The head of the political network, Leonid Volkov, had said on Thursday that it was disbanding.

"We are officially disbanding Navalny's network," Volkov said in a video posted on social media, adding that a number of the offices, however, would continue their activities as what he called independent political organizations.

The network's decision came after prosecutors requested that the "extremism" label be applied to Navalny's regional network and his so-called Anti-Corruption Foundation (FBK), equating them with the Daesh and al-Qaeda terrorist groups.

"Under the guise of liberal slogans, these organizations are engaged in creating conditions for the destabilization of the social and sociopolitical situation," the Moscow prosecutor's office said in a statement on April 16.
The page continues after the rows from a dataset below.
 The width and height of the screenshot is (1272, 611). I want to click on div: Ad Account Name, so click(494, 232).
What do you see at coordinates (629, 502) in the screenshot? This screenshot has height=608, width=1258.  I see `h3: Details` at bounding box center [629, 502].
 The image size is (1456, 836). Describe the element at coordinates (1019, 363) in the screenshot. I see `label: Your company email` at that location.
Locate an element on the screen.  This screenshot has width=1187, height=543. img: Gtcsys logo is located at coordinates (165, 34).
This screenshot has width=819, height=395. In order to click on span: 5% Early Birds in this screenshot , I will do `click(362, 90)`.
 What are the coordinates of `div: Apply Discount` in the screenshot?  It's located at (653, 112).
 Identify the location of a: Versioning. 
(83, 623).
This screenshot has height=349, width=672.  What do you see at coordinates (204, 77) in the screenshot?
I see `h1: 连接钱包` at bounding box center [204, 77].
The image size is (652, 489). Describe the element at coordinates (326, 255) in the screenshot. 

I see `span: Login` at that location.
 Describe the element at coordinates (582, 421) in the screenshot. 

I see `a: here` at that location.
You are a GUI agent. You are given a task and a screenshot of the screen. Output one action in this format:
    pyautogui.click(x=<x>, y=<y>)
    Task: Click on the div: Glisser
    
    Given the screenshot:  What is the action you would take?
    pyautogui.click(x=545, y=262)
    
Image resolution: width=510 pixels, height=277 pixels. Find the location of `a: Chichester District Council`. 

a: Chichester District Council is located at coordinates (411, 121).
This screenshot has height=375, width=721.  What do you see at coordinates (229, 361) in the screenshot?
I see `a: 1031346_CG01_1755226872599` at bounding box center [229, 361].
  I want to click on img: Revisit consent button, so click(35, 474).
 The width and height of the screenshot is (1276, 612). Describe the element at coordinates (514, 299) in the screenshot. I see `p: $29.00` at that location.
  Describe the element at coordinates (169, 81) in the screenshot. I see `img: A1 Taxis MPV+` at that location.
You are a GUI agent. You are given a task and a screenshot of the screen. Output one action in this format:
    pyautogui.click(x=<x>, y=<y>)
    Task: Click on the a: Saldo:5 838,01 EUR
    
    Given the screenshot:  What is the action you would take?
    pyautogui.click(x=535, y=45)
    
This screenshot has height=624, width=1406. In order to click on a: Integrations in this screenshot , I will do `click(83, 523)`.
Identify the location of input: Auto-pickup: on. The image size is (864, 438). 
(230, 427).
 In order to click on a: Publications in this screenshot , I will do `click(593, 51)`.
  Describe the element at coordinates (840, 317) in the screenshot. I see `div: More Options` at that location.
A court in Moscow on Thursday held a hearing into the request. If approved, the activities of the groups will be prohibited and their members and supporters may face lengthy prison sentences.

The hearings are set to resume on May 17.

Navalny is already serving a prison sentence. In early February, the Moscow City Court sentenced him to two years and eight months in a prison colony for breaking the terms of his suspended sentence by leaving the country for alleged treatment for poisoning.

Navalny had collapsed during a domestic Russian flight in August last year. His associates and Western governments accused Russia of poisoning him, and foreign states imposed sanctions against senior Russian officials over the matter.

Moscow has denied involvement in any attack on Navalny.

The 44-year-old, who refused food for about three weeks in protest against the alleged lack of adequate medical treatment in prison, appeared in court on Thursday as part of his appeal against a defamation sentence given in February for insulting a World War II veteran.

Navalny had described people who appeared in a promotional video backing constitutional reforms last year — including the 94-year-old World War II veteran Ignat Artemenko — as "traitors."